Ethiopian Survivors of Somalia Boat Tragedy Return Home

In early January a migrant boat left the northern coast of Somalia bound for Yemen. It carried 106 Ethiopian and Somali migrants who had trekked across large swathes of remote land on foot and by truck to reach the point of embarkation.

The boat was part of the large-scale smuggling business that facilitates the irregular migration of thousands of migrants to Yemen from the Horn of Africa each year. Over 90,000 migrants arrived in Yemen in 2015, and almost 90 per cent of them were from Ethiopia.

Soon after it left the shore, the boat developed mechanical problems and was unable to make the 10-hour crossing to Yemen. It drifted at sea for a week, before capsizing in rough seas off the coast of Somaliland, the autonomous region of northern Somalia.

Thirty-six migrants drowned on 8 January 2016 (IOM Press Note of 12 January 2016), adding to the total of 95 others known to have died in the Red Sea and Gulf of Aden in 2015.

IOM’s office in Hargeisa, Somaliland, worked closely with government authorities to assist the survivors with emergency assistance, medical care and transportation.
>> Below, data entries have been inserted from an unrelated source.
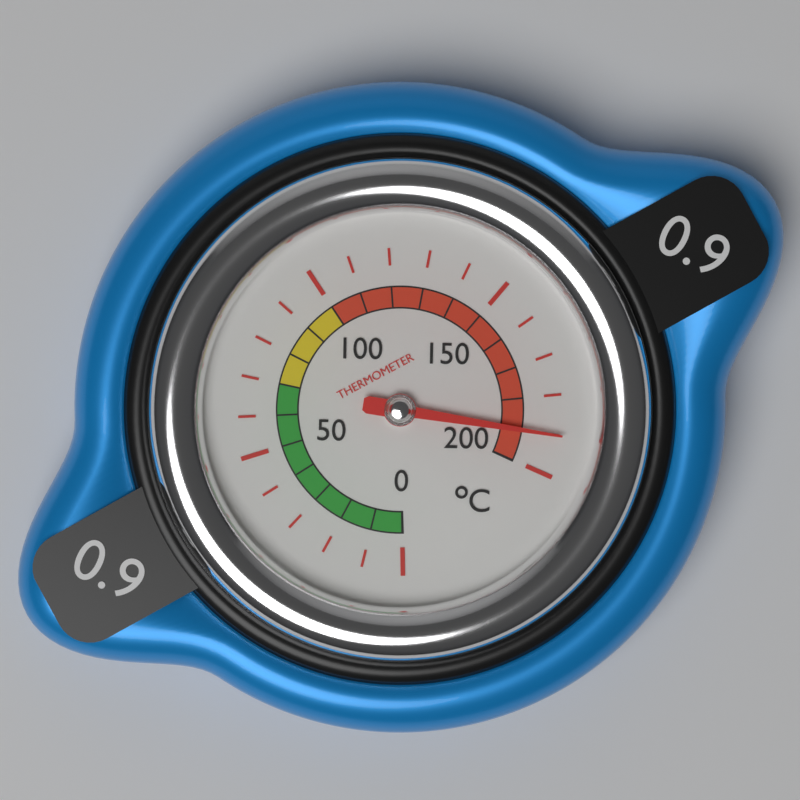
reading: 190 °C
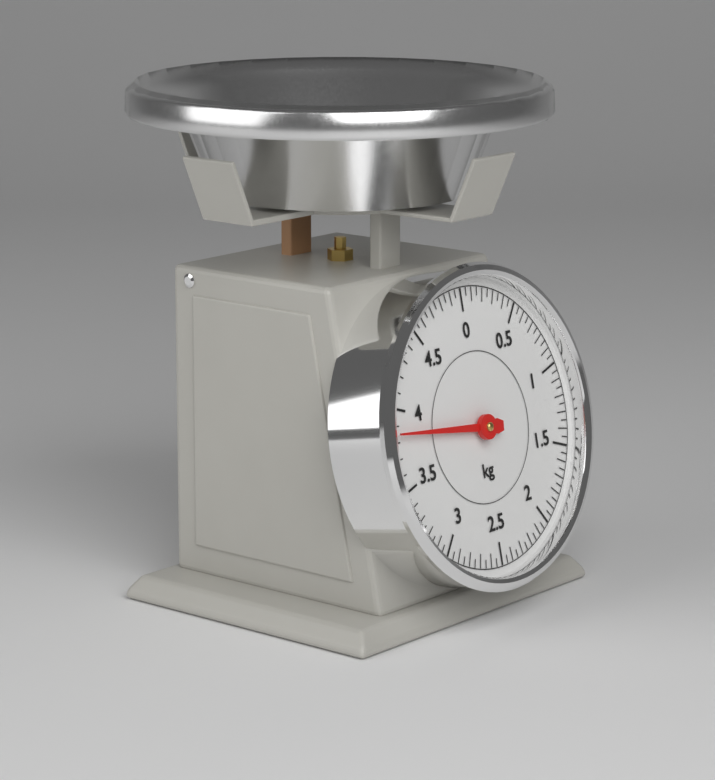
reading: 3.85 kg
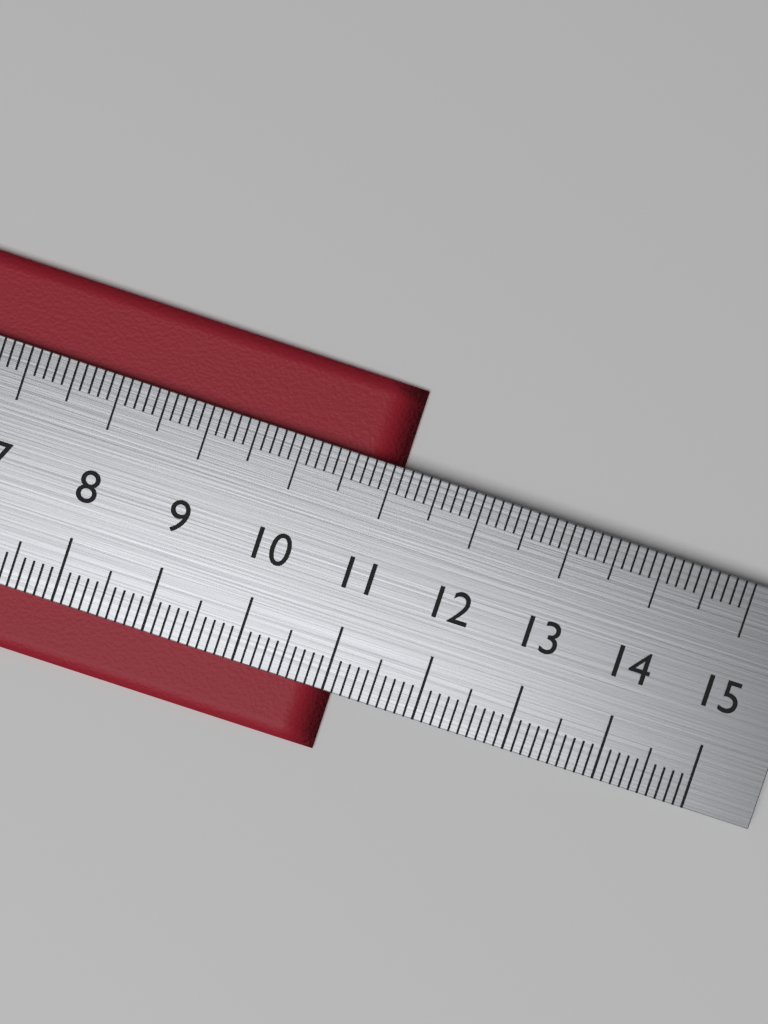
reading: 11.1 cm
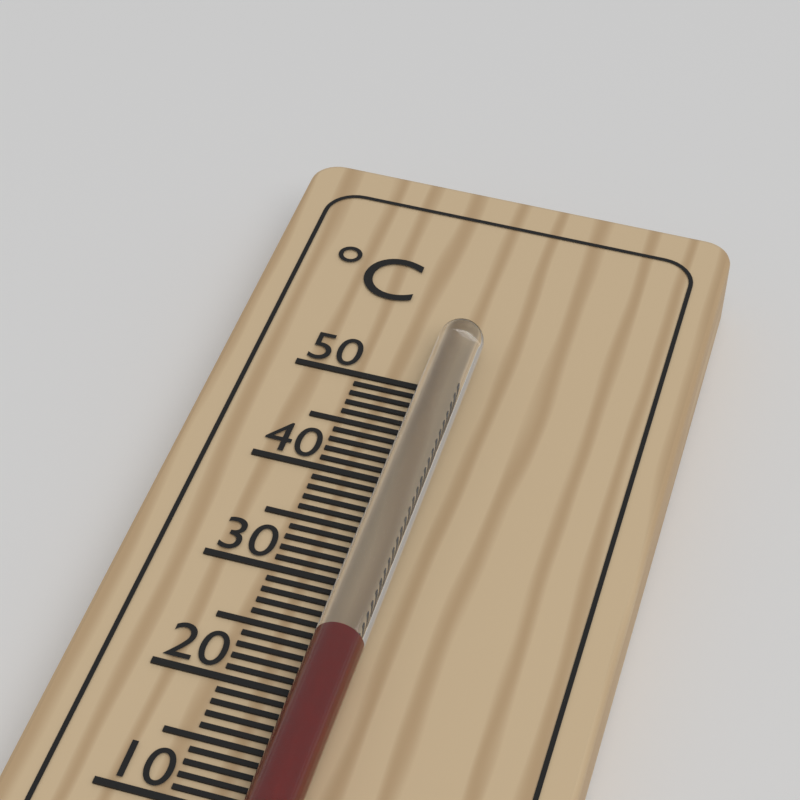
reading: 24 °C
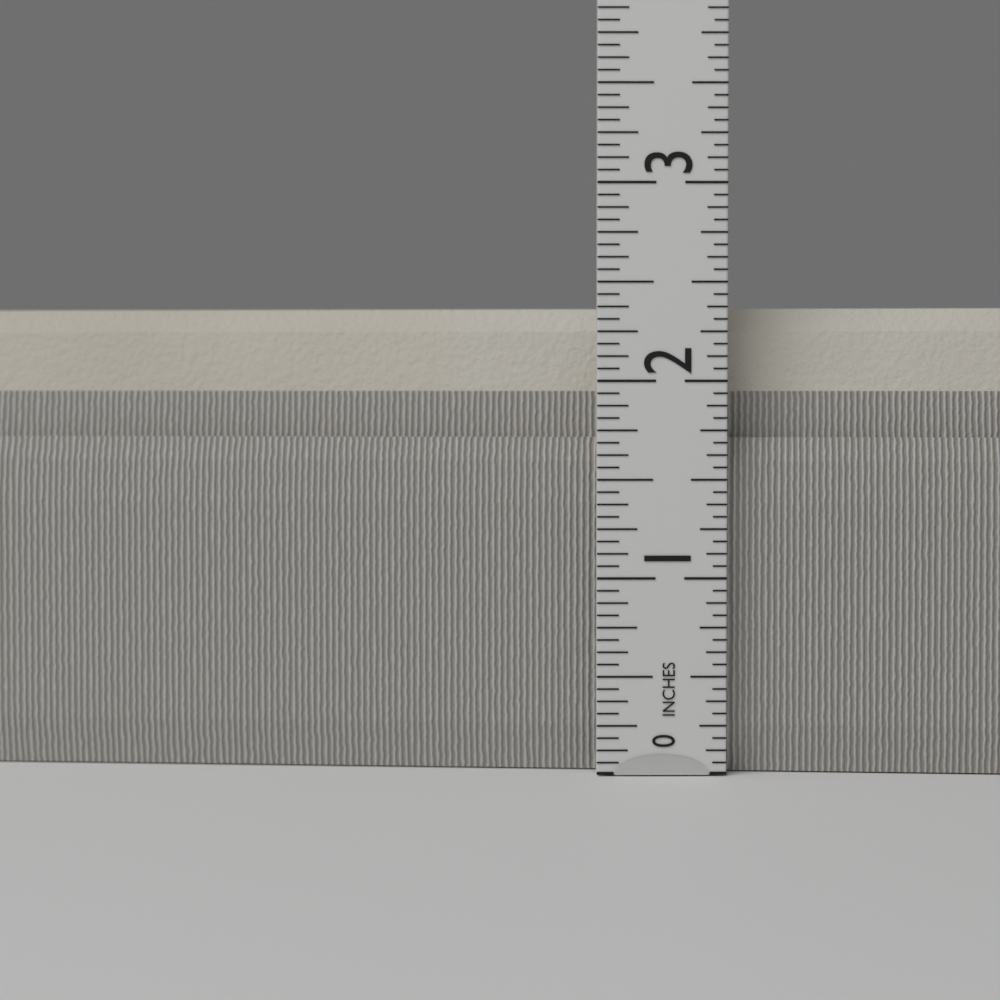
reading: 2.3750 in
They were transferred by road to Berbera, and then to Hargeisa where they were accommodated at the Ethiopian Community Center.

On January 26th, 64 of the survivors opted to return home to Ethiopia with IOM’s Assisted Voluntary Return programme.  They travelled by road back to Jijiga, Ethiopia and then on to their final destinations.

Hassan, 28, told IOM: “I am going back to Ethiopia to look for work and to see my family and five children. I will tell everyone not to try irregular migration to the Gulf.”

The operation was funded by the US State Department’s Bureau for Population, Refugees and Migration (PRM).